Last year, I wrote about a few ways of highlighting things in an Emacs buffer. A few days ago I had a somewhat similar need. This time, however, I didn’t have a regex to match the things I wanted highlighted: I just needed to mark something (as in “region”), and have it permanently highlighted (“permanently” meaning that the highlighting should survive editing commands, but not actually closing the buffer).
Emacs being Emacs, it turned out to be possible (and easy). Download the highlight.el library (authored by the famous Drew Adams) and enjoy a bunch of commands under the prefix hlt-
. There are quite a few, but let me mention just two.
First, hlt-highlight-region
. It does exactly what it says on the tin, and comes with a counter-spell called (of course) hlt-unhighlight-region
.
And here is the other gem: hlt-highlighter-mouse
. Issue this command and then drag a portion of the buffer with the mouse. It acts like a highlighter pen! How cool is that? And when you no longer need the highlighting, just say hlt-eraser-mouse
and drag again. (Also, you can bind hlt-highlighter
and hlt-eraser
to drag events instead, e.g. with modifiers like super.)
Also, it is worth remembering that hlt-unhighlight-region
removes all highlighting in the region, and if the region is not active, in the buffer.
Read the linked page for more, but even these commands are quite useful!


Exercise instructions:
The answer must consist of each line below that contains the string "Card".

Task material:
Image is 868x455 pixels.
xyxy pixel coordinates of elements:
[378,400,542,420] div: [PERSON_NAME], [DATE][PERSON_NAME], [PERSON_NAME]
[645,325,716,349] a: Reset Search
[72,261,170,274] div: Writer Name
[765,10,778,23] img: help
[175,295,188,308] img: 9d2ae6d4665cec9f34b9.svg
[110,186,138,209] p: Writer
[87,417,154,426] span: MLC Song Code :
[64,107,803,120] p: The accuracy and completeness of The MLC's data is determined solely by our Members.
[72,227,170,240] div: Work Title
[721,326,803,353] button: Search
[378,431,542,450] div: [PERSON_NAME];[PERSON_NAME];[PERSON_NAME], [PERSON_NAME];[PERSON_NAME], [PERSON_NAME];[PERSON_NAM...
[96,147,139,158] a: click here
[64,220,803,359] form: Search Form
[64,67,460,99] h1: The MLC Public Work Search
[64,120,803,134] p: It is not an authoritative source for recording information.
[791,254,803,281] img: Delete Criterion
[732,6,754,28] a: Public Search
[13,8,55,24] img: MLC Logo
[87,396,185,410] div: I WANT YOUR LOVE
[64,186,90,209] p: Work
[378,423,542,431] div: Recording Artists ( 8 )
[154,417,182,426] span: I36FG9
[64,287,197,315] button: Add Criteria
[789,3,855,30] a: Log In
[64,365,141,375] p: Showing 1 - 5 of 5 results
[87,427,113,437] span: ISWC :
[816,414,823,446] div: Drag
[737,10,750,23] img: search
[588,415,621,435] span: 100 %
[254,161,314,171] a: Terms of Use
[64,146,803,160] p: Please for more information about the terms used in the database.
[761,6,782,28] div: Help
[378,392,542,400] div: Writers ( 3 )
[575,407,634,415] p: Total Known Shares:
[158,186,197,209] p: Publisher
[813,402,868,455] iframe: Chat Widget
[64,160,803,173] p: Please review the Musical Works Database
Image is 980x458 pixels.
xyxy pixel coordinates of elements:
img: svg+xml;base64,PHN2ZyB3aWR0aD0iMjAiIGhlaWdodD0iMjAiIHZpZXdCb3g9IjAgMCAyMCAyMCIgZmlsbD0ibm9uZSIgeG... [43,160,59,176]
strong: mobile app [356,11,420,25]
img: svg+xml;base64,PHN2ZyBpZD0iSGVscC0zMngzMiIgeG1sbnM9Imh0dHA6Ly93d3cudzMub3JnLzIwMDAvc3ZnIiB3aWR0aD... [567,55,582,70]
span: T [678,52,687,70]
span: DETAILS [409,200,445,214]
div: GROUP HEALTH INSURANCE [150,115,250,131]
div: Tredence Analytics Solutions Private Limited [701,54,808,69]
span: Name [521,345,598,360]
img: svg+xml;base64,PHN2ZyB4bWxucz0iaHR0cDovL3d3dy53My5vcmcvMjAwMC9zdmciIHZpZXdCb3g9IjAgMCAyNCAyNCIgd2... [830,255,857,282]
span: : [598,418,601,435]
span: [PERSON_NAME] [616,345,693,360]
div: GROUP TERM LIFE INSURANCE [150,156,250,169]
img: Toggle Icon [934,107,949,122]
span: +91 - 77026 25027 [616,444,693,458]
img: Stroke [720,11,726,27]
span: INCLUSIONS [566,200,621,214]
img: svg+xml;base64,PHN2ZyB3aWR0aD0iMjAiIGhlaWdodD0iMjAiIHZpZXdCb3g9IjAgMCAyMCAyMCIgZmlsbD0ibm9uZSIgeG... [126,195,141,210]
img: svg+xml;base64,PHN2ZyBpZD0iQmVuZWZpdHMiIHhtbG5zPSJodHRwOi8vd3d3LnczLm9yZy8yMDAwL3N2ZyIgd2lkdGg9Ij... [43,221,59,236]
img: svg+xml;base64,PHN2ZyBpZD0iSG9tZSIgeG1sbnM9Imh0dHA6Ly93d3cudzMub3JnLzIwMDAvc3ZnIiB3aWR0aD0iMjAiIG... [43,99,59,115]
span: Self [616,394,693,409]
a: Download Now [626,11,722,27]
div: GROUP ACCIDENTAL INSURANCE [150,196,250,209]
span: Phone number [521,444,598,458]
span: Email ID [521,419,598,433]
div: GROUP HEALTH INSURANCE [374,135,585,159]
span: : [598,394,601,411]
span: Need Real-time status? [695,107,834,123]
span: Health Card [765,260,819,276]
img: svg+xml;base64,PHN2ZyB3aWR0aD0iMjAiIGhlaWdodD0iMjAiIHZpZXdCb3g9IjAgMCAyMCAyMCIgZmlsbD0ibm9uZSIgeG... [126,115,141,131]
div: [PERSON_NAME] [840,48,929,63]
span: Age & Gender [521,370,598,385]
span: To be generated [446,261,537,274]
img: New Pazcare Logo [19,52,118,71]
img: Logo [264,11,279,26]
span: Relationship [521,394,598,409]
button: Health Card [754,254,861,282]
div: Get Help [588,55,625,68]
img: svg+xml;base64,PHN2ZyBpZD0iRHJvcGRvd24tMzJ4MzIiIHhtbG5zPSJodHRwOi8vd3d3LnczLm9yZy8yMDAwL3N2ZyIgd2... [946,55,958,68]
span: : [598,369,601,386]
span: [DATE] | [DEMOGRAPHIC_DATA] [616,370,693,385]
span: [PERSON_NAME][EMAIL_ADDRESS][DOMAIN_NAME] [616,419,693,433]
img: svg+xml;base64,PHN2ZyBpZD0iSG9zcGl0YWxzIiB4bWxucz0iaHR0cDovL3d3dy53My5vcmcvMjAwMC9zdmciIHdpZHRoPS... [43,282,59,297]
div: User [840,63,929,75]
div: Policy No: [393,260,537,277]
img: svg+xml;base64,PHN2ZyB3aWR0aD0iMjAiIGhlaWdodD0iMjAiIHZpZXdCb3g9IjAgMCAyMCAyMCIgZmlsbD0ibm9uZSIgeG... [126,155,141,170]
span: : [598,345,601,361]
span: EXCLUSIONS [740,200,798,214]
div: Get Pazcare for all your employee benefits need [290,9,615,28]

Answer section:
span: Health Card [765,260,819,276]
button: Health Card [754,254,861,282]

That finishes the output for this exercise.